1-Amazonian ways of understanding the world and self explore the blurring between human and animal which the West has recently turned to - extending the rights of humans onto animals
2-Amazonian understandings of the human as distinct has not always existed, and dehumanization has been a political goal such as during colinization saying Indians were not humans.
The englightenment created a rational world view which created a collective humanity laying the groundwork for modernist world view. This world view is focused around an empirical epistimology and sees the self as a Cartesian subject who knows and then acts upon the world. Thus he asks if the post-human is around the corner. As we become technological subjects and disembodied through cyber relationships.
"The post-human condition then is a reconfiguration, rather than erasure, of embodiment; however it is a reconfiguration in which the human subject emerges episodically, almost as a cipher for a form of subjectivity rather than functioning as the boundary of, or necessary condition for, the experience of being human. One of the most dynamic cultural fields for this unfolding process is cyber-space." (Whitehead 24)

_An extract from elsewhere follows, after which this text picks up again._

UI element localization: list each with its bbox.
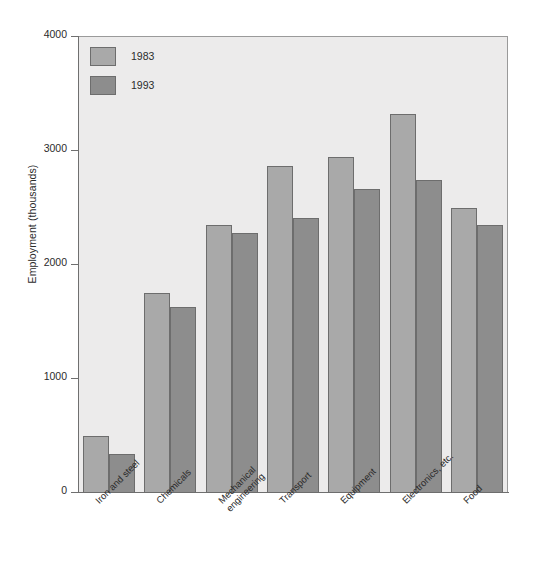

---What it appears is needed now as we enter a post-human stage is "enscapulation of the human spark" ----What is the spark that can realize our desires in order to understand and positively use them to engage in creating a post-human future where the individual is an active creator? I see his project as well as ours as taking something that is deemed 'bad' by a superficial glance through engaging the medium - YouTube - Blogs- Etc. In order to write about the process of realizing our own desire, our desire to create something new - something positive -something empowering - this requires both production and realization of our own desires.
Performative Ethnography - moving the method from "discreet" performance Whitehead is addressing the idea of ethnography as cultural tourism.